Back in the courtyard, the lights were off in Dika’s and my room. “She must be asleep,” I whispered to Ángel. I opened the metal door slowly so that it wouldn’t clank too much, and Ángel followed me in to put down Pablo. Once our eyes adjusted to the dark, we saw the room was empty. Ángel pulled back the blanket and laid Pablo on the sheets. He unlaced Pablo’s shoes and pulled them off gently, then tucked the covers around his neck.

“Where’s Dika?” Ángel asked in a low voice. Our heads were close, and I breathed in his skin, which still smelled like sunshine and sweat and dusty stone from earlier today.

“Maybe they went out for food.” I wondered if he noticed the warmth of my breath.

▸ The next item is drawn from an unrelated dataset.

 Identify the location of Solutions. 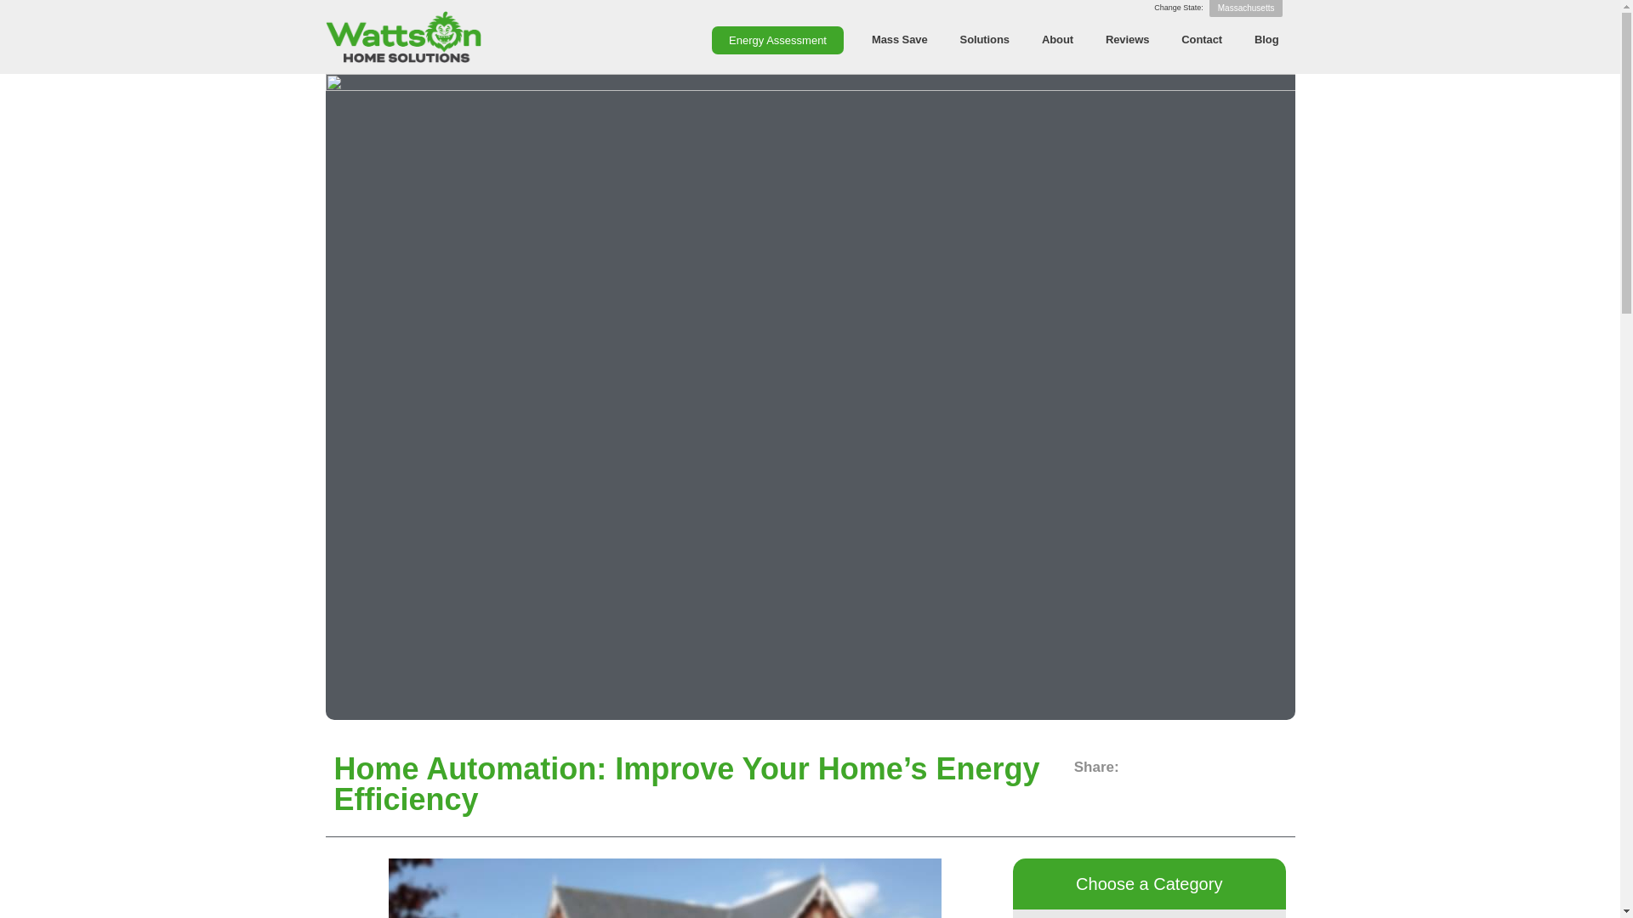
(984, 39).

“Or maybe…” He walked out the door into the courtyard and I followed. The light was on in Mr. Lorenzo’s room. The windows were open, the thin curtain over the window blowing in slow motion in the breeze. We glimpsed, through the window, Mr. Lorenzo and Dika, sitting close on the bed. It was as though they were lit up onstage and we were hidden in the wings. They appeared to be getting dressed, leaning over to slip on shoes. Mr. Lorenzo’s chest was bare. It looked more solid and compact than I would have expected. Dika wore a cropped spaghetti-strap tank top that exposed thick beige bra straps at her shoulders and rolls of tanned fat hanging over the waist of her white capri pants. Of course, I’d seen her in a bikini, and usually looked away, but now my eyes felt glued to this scene.